What size walk-in cooler do I need for a funeral home?
Size a funeral home walk-in cooler by peak simultaneous occupancy — peak caseload times holding time, plus surge headroom — not the average month. This guide gives a simple sizing method and recommended sizes by funeral-home profile.
Short answer: size a walk-in by your peak caseload and how long cases stay — not your average month. A quick method: take your busiest month’s cases, divide by 30, multiply by your typical holding days, then add 50 to 100 percent headroom for surges. Most single-location funeral homes land on a 6x8 or 10x12 walk-in; high-volume and group operations move to 14x16 or larger.
The cooler you regret is the one sized to a normal week. Here is how to size for the weeks that actually test you.

What size walk-in cooler do I need for a funeral home?
Right-sizing comes down to how many bodies you must hold at the same time, at the same time of year, with room to spare. That peak simultaneous occupancy — not your annual call volume — is the number a walk-in has to satisfy.
Start with three numbers
- — Peak monthly cases: your busiest month in a normal year, not the average.
- — Typical holding days: how long a case usually stays before service, release, or transfer — see how long a body can stay in a mortuary cooler.
- — Surge factor: the cushion for a bad stretch — flu season, a multi-casualty event, or a run of unclaimed cases.
A simple sizing method
Estimate peak simultaneous occupancy like this: (peak monthly cases ÷ 30) × typical holding days. That gives the average number on hand during your busy month. Then add 50 to 100 percent headroom for surges and airflow. The result is the number of storage positions your cooler must hold — which you then translate into a size using racking. Because capacity is set by racking, not floor space, a smaller box with multi-tier racks can meet the same target as a larger empty room.
Recommended size by funeral-home profile
- — Small firm, lower volume: an upright cooler or a 6x8 walk-in. If a full walk-in is more than you need, a 3-body upright or 4-body upright may be the better fit.
- — Busy single location: a 10x12, racked for density and turnover. A roll-in cooler helps where cot transfers are frequent.
- — High-volume or shared facility: a 14x16, with racks sized to peak occupancy.
- — Group operator, hospital, or medical examiner: a 10x20 or 10x25, often paired with vault-style units for individually accessible cases.
Do not forget peaks, growth, and oversized cases
Three things quietly push you to the next size up:
- — Surges: the cooler must absorb your worst week, not your typical one.
- — Growth: size for where your call volume is heading over the next several years, not just today.
- — Bariatric and oversized cases: these consume more than one standard position, so plan dedicated extra-wide capacity rather than letting one case eat two slots.
Practical constraints: space, power, and airflow
Beyond the body count, confirm the room can host the unit: floor space and ceiling height for racking, electrical capacity for the refrigeration system, and condenser placement. Leave clearance for airflow so a busy cooler still holds 36 to 39°F — see what temperature a mortuary cooler should be and how cold a morgue cooler gets. Once installed, tie in walk-in monitoring, a temperature alarm, and a power-failure alert through the HALO smart monitoring system. For loading and transfers, plan for quality first-call cots. More planning guidance lives in our knowledge base.
Frequently asked questions
What size walk-in cooler does a funeral home need?
Size to peak simultaneous occupancy: (peak monthly cases divided by 30) times typical holding days, plus 50 to 100 percent headroom. Most single locations land on a 6x8 or 10x12; high-volume operations use 14x16 or larger.
Should I size to my average or peak caseload?
Peak. A cooler sized to the average month overflows during surges. Size to your busiest expected period and add headroom.
Is a walk-in always better than upright coolers?
Not always. Lower-volume firms are often better served by upright coolers, which cost less and take less space. Walk-ins win on capacity and racked density.
How do I account for bariatric cases?
Plan dedicated extra-wide capacity. Oversized cases occupy more than one standard position, so building in extra-wide storage prevents one case from consuming two slots.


* _DESCRIPTION OF THE TASK_: Only lines holding "subfigure" are wanted; copy each of them from the records below.

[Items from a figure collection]
—————

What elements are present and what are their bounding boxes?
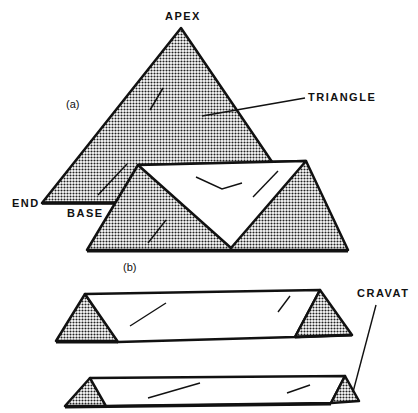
cravat-label: CRAVAT [357,287,409,299]
end-label: END [12,197,40,209]
bandage-diagram [0,0,418,413]
cravat-leader-line [353,305,376,392]
cravat-lower-figure [65,376,359,407]
cravat-upper-figure [56,290,352,342]
apex-label: APEX [165,10,201,22]
base-label: BASE [67,207,104,219]
subfigure-b-label: (b) [123,261,136,273]
triangle-label: TRIANGLE [308,91,376,103]
subfigure-a-label: (a) [66,98,79,110]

—————

* _ANSWER BELOW_:
subfigure-b-label: (b) [123,261,136,273]
subfigure-a-label: (a) [66,98,79,110]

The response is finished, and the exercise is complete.